Thursday, February 3, 2011

The Presence of Home

For many, home appears to be a very simple thing. A spot of land with a wonderful house and a smiling mother holding freshly made chocolate chip cookies. All the friends and the family are here in this magical place of comfort and safety. Besides the aesthetics of home, there is the innate “home” within ourselves. This includes all the characteristics and quirks of our specific region and most importantly, who we are without the burdens and demands of society that we can get lost in.
I believe home is where one is faced with who they truly are. There is no hiding from a grandmother’s eye for changes good or bad in behavior or of hair length. To “escape” home is simply to bring one’s self closer to the core of everything they are and possess. For Jago Antia, in the chapter Dharma of Vikram Chandra’s book Love and Longing in Bombay, home is a place that he suddenly has to deal with. A past that he had pushed away, the death of his older brother Soli, was now troubling him in the form of a ghost. This illusion to home and past as a ghost is coincidently a strong one seeing as ghosts are light and ethereal.
Nonetheless, the metaphor that Chandra brilliantly constructs is that home is the ghost inside of us and always present. For Jago, this presence was haunting because he had a difficult past to deal with. But, once he had the courage to face who he was, he felt at ease. Jago had struggled to escape home and find a new sense of belonging to avoid his past. With the help of his seven year old haunting self, he finally found what he had been looking for: home. Seven year old Jago says: ‘“Jehangir, Jehangir, you’re already at home’” (31).
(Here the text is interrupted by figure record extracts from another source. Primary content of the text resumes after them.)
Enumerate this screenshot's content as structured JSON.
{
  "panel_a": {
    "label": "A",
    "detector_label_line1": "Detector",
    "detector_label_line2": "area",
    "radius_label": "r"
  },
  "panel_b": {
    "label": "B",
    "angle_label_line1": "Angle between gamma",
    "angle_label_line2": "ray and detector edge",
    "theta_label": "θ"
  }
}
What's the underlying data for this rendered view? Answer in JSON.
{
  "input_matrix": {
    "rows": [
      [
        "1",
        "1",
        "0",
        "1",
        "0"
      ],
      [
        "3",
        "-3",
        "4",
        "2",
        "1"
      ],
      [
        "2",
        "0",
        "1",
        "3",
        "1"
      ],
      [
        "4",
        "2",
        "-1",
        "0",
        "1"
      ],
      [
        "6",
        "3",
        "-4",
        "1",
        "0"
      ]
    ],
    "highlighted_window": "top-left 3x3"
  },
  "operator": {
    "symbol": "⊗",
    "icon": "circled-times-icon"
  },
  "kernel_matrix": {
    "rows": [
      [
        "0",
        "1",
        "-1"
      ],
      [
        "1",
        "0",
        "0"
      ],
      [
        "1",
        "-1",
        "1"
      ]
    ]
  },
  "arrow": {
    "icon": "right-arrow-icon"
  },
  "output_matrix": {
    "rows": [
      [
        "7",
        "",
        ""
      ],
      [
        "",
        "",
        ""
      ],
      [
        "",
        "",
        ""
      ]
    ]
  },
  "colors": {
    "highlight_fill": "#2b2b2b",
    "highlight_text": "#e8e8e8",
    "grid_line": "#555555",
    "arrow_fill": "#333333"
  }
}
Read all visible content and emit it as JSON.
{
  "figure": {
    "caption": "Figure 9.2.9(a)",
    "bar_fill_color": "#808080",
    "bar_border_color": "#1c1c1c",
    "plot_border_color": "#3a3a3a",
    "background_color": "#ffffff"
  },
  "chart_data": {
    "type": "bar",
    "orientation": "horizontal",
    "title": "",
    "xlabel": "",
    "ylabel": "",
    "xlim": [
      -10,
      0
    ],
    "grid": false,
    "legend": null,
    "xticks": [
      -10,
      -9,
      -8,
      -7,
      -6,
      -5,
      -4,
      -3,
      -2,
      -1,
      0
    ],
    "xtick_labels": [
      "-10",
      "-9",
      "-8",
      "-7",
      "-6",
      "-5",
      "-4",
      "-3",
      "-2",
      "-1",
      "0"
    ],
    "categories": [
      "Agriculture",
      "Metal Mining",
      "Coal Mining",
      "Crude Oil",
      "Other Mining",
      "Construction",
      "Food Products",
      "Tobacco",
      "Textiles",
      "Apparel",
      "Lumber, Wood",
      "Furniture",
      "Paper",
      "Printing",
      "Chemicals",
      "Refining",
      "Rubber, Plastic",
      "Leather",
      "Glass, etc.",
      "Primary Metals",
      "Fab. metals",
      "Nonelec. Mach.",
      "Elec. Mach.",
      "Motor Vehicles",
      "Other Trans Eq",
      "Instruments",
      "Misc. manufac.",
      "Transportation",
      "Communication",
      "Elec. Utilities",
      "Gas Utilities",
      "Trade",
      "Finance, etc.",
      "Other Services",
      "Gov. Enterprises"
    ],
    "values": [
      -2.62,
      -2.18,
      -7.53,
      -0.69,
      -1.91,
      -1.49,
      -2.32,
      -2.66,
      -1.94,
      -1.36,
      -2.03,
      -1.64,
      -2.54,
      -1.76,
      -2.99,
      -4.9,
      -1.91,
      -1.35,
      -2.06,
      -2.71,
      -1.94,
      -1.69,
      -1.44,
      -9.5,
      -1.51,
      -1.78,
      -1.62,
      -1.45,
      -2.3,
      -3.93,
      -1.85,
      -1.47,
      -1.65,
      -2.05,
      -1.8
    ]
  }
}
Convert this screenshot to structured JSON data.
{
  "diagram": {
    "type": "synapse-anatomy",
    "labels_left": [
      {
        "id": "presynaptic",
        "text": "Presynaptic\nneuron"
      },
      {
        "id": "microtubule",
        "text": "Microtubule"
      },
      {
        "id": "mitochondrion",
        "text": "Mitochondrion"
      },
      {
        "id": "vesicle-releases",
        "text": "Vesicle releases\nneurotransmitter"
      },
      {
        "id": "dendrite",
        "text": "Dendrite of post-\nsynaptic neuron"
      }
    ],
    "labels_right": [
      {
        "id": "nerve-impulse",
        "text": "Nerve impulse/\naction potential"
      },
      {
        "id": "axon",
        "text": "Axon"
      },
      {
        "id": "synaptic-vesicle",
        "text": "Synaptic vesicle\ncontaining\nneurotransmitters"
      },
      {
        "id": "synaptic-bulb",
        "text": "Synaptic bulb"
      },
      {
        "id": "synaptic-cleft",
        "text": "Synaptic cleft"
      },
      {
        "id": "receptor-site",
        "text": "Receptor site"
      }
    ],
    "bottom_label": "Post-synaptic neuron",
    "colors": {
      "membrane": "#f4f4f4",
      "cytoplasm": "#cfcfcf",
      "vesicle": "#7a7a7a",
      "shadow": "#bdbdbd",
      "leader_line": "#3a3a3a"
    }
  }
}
Jago Antia came face to face with who he was at heart like Sheila Binjlani did in following story and chapter, Shakti, by Chandra. Sheila is a mother who will do anything to achieve greater than those around her and anything for her son. Due to her poor upbringing, Sheila respects and appreciates all those who are socially beneath her. Her maid, Ganga, is respected by Sheila because Sheila must see herself in her. Like Jago seeing a ghost, Sheila sees Ganga and is faced with who she really is without the social status: a simple person who wants only to succeed and do well. For Sheila’s friend, Dolly, a woman of old wealth and family, this connection is not present at all. For Ganga, she seems not to even exist to Dolly. Social class is an important and dividing feature within India. Sheila bypasses these divisions because, at heart, Sheila is right there with Ganga.
In the presence of home, people have the ability to look and see themselves. One can cheat another but can only cheat one’s self for so long. A great war hero like Jago Antia could not bare to push the past away any longer as he was forced to face it. I see myself in my father and in my mother and in this way, I can not bring myself to be angry long, to hurt or deceive them. Home resides physically as much as it resides spiritually, emotionally, and genetically in and around us. Rochester, NY is not an insane, living life on the edge type town full of skyscrapers, night clubs, or incredible natural landscape and things to do. Regardless, I am who I am because of this city.
While the connection to home for Jago and Sheila is presented to them through ghost and Ganga, I still am lucky enough to see it through the stories of my younger brother, the updates from my mother and father as well as here, with my sister at Loyola. Chandra is right in identifying home as the ghost within us. But, it also encompasses the ghosts and illusions that remind us of home everywhere that allow us to leave it, learn from it and hold it dearly in our hearts.